So I have just been playing about with the TACX training software for the Zone 2 rides while I am locked in. As I am running a NEO there is the power distribution widget on the heads up display. Now the thing is 180° out of whack for my stroke so upside down and back to front. Still usable though.
I naturally want to spin so by about this point in the year I am up to 100rpm as my normal cruising cadence. Since I haven’t been out on the bike in weeks I have no real idea where I am with that.
If we presume that the goal here is to get the perfect horizontal ‘peanut’ shape then a few things are occurring to me about my stroke:
…I can more or less get the horizontal peanut but only under certain circumstances:
…high load
…LOW revs <90 RPM
…Way back on the saddle (indicative of a fit issue?)
Even then there is a big difference in the shape of the ‘lobes’ on the peanut with my right leg favoring the 2 o’clock region and my left the 5 o’clock. I presume this is just a legacy of my other sport where the legs favor quads and hams differently. Definitely interesting to see. Trying to work on it is a bit of a blast when noodling along in zone 2.

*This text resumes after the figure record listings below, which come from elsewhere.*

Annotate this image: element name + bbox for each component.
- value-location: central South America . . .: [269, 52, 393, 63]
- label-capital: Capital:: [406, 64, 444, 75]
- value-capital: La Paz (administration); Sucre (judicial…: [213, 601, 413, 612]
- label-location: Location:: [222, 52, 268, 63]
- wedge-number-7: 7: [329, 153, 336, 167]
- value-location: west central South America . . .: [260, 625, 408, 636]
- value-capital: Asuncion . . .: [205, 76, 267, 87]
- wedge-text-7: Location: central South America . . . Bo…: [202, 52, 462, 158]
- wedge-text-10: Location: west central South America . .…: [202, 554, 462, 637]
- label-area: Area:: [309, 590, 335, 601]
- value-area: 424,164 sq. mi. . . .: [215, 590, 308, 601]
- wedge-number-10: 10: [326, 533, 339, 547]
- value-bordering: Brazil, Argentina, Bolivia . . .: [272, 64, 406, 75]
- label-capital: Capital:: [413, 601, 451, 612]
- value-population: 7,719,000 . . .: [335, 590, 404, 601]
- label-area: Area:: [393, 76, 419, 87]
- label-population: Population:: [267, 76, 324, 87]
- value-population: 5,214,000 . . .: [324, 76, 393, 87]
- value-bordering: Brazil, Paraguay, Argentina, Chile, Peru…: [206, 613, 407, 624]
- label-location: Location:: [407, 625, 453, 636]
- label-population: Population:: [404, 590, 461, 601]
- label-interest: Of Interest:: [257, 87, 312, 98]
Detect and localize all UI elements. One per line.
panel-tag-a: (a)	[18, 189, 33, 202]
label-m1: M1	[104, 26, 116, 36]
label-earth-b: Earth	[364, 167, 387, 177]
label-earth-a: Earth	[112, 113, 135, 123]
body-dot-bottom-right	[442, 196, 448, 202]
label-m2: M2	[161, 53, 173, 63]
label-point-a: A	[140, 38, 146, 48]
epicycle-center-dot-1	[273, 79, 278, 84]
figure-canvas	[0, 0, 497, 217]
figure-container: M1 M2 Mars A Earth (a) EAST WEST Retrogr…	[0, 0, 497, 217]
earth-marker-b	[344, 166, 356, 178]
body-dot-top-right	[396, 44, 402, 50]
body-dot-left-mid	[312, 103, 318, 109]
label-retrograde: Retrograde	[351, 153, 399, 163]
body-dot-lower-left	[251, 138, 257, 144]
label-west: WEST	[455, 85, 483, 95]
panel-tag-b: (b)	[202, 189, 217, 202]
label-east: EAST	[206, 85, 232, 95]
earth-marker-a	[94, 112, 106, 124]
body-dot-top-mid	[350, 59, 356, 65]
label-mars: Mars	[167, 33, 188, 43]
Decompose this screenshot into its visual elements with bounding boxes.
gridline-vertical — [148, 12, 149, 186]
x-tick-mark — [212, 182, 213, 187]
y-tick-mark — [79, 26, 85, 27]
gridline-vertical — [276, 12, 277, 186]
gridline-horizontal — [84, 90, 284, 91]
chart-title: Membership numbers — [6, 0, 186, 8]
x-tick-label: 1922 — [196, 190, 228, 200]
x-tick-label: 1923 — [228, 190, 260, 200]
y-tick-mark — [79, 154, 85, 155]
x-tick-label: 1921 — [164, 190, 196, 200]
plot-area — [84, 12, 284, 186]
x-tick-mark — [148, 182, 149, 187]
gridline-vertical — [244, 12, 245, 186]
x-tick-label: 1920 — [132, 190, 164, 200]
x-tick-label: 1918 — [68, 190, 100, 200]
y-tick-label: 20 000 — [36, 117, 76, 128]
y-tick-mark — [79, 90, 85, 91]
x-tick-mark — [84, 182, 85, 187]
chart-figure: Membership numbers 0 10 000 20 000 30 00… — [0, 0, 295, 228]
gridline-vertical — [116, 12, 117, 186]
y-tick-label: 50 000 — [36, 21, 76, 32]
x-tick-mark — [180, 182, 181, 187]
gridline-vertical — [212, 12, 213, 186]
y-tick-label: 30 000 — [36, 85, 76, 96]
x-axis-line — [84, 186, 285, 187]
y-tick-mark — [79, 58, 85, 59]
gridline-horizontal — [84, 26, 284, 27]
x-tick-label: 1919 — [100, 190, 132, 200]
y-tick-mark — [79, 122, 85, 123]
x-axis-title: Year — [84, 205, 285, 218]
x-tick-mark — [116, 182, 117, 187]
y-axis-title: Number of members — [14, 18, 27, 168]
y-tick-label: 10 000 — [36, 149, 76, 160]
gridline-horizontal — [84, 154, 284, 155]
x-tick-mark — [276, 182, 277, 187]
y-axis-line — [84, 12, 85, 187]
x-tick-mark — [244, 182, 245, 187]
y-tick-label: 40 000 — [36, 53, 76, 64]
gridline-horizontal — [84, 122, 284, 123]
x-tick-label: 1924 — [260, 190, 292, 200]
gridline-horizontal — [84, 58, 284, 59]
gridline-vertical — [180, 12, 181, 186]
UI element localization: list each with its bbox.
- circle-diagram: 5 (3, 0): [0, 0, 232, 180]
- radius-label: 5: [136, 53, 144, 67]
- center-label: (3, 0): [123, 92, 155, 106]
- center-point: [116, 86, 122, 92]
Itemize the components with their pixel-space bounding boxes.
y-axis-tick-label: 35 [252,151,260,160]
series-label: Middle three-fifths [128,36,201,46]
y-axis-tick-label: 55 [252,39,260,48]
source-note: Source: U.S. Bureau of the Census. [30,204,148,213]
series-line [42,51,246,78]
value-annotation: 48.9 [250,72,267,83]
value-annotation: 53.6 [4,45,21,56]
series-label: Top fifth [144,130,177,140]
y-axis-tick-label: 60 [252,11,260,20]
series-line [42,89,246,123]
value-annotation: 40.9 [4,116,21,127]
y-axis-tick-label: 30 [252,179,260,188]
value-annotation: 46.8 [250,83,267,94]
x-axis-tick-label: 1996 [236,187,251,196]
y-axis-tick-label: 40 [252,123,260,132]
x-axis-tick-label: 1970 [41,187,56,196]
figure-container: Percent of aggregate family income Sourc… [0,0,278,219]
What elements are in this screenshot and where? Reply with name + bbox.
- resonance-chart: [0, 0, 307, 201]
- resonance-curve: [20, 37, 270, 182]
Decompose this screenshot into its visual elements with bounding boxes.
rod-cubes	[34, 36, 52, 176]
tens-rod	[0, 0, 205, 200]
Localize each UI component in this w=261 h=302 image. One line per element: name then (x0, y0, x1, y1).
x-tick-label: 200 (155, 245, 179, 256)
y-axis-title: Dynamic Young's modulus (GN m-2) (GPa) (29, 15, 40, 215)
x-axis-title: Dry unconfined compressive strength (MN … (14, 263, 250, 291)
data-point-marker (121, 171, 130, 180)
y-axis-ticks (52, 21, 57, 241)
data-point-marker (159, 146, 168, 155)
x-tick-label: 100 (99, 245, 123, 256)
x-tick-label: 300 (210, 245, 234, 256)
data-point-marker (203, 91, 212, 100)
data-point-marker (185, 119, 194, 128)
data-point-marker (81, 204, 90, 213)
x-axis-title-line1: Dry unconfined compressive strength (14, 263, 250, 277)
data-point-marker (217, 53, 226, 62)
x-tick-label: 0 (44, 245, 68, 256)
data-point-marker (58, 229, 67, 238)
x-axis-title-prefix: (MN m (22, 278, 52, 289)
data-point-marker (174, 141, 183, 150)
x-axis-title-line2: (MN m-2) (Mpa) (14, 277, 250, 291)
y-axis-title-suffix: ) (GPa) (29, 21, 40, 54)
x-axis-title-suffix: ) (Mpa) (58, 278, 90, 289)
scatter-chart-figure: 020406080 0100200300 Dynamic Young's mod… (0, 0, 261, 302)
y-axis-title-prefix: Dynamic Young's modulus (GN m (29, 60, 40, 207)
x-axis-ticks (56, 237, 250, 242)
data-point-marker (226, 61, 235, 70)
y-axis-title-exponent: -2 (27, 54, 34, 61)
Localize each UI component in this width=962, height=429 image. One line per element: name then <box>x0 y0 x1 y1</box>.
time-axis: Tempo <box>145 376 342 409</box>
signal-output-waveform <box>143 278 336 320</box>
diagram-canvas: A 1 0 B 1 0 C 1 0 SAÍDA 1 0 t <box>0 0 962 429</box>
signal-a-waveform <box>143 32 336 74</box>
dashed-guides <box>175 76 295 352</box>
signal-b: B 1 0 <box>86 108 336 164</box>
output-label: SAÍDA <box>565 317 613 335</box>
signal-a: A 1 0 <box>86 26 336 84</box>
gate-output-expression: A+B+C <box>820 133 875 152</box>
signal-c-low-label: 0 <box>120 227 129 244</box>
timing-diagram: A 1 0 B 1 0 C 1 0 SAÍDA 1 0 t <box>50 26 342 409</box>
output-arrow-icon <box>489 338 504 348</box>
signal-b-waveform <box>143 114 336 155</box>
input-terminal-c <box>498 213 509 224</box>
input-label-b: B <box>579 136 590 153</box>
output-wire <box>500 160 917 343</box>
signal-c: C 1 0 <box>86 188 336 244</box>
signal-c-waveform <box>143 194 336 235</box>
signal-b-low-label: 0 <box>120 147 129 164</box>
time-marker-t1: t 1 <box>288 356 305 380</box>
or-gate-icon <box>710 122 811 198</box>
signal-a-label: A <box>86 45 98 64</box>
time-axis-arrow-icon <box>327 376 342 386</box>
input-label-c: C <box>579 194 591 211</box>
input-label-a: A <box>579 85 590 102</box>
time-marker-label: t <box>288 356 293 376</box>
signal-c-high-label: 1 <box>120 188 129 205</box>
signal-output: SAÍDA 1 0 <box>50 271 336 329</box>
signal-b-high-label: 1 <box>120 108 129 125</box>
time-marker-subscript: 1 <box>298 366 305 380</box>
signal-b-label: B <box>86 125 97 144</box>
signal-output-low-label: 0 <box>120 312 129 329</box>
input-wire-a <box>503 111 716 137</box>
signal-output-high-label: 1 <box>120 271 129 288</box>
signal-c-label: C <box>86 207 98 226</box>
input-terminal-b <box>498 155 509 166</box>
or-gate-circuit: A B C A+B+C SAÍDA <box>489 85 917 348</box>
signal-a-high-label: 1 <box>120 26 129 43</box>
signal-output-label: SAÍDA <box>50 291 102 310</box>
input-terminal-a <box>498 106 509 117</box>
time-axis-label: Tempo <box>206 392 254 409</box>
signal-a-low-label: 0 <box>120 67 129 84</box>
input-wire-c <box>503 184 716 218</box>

I always have a bit if a waist on the peanut. Can’t seem to get that to open up a lot. More kick’n pull?
Really though apart from being an interesting distraction from sitting on the trainer for an easy couple of hours is there any real utility to pursuing this? I have read mixed messages out there.
And what gives on the low cadence thing? If high cadence is more efficient and I have been training my entire life to lift it why is the stroke efficiency so off at higher RPM for me? Am I just really a grinder who has forced an unnatural style on myself?